RE: DOI and other identifiers

Note that registering a DOI requires action on the part of the registrant. Even if hypothes.is were to become an RA, the creator of an annotation wanting an "AnnoDOI" would need to submit some sort of metadata to the RA to register the DOI. An "unregistered DOI" is NOT a DOI. You can't just make them up. ;) Hence the fundamental reason I think this in no way could be a canonical identifier for annotations in general.—Bill K

From: Dan Whaley [mailto:dwhaley@hypothes.is]
Sent: Saturday, May 07, 2016 3:42 PM
To: Randall Leeds
Cc: Robert Sanderson; Web Annotation
Subject: Re: DOI and other identifiers



On Sat, May 7, 2016 at 11:55 AM, Randall Leeds <randall@bleeds.info<mailto:randall@bleeds.info>> wrote:

On Sat, May 7, 2016, 11:07 Dan Whaley <dwhaley@hypothes.is<mailto:dwhaley@hypothes.is>> wrote:
On Fri, May 6, 2016 at 12:02 PM, Robert Sanderson <azaroth42@gmail.com<mailto:azaroth42@gmail.com>> wrote:

All,

On the call today we briefly discussed the use of other identifiers for annotations, such as DOIs.

While there's no problem assigning a DOI to an Annotation, assuming that CrossRef or some other registration agency is willing to manage the potential drastic increase in registrations, there are some questions it brings up for the working group.
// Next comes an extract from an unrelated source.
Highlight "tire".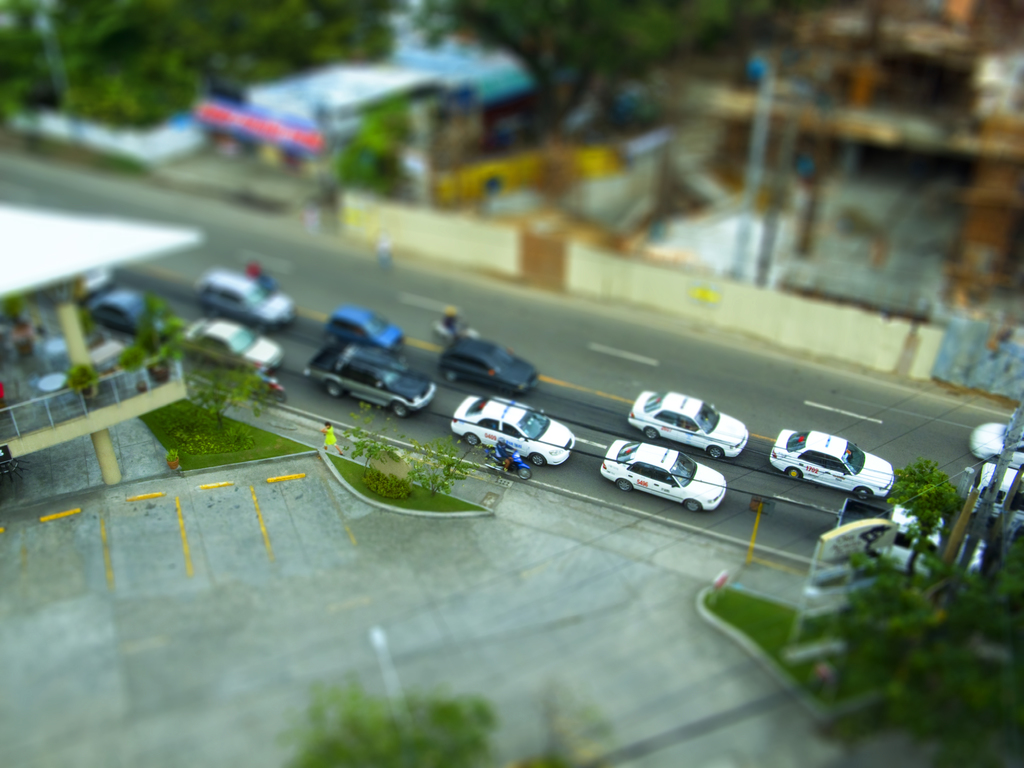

While I think the number of DOIs would certainly increase (if scholarly annotation takes off) I imagine that DOIs would only be issued on request, not 1:1 for all annotations created.

Why not mint a DOI for every annotation? You already give it a unique identifier and derive a URL that contains it.

You're right to zero in on this issue as the crux.

One obvious reason we wouldn't want to issue a CrossRef DOI for every annotation is that they cost money.  Even at a few pennies apiece for the cheapest types at volume, I'm pretty sure we don't want to be paying another service for the right to create identifiers for every annotation we publish.

An alternative would be for H. to become a registration agency itself-- as Bill suggested.  I'm not sure what the implications of that are, including costs (are there still per-DOI costs that an RA shares with the mothership?) but perhaps it's worth exploring.




* Is the DOI the canonical identifier for the Annotation?

So I may be off base here, but I think there are perhaps two different senses of the word "canonical" at play here.

From an annotation systems perspective, it seems unlikely that the DOI is ever going to be canonical in the sense that it becomes the *primary identifier* replacing the one we minted originally.  We'll want to use a consistent identifier for all our annotations internally, not different ones depending on whether a DOI was issued.  (What if someone captured the URL of the annotation *prior* to the DOI issuance?  We can't ourselves fail to resolve the "old" address of the annotation.)  I assume there may even be performance issues underlying this.  This is perhaps more true of annotation systems than regular publications because annotations would be born without DOIs and presumably get them later, and I'm not imagining that would change.  Otherwise we'd be issuing DOIs for every trivial annotation from inception, and that indeed would be massive.

All of this paragraph seems to be conclusions based on the earlier assumption that annotations are "born without DOIs".


Even assuming a DOI has been issued for an annotation, if someone else comes along and wants to tweet out the same annotation, and exposes our share dialog to get the link, are they going to care whether there is a DOI, and if there is one, is that the one that they necessarily want to use? (I'm presuming if a DOI was issued, we'd show both the original style, and also the DOI side by side) The tweeter doesn't really care about permanence, and they'd probably just opt for the link style they're familiar with (in our case, hyp.is/<http://hyp.is/><TOKEN>).  That one will also be more performant since it doesn't have to go through a resolver first.

The hyp.is<http://hyp.is> service is a resolver, it just resolves your tokens rather than DOIs.

The differences with DOIs are that your redirect would not be branded and, as is the function of A DOI, not dependant upon your continued ownership and operation of the hyp.is<http://hyp.is> or hypothes.is<http://hypothes.is> domains.

Why assume someone tweeting would prefer one or the other and doesn't care about permanence?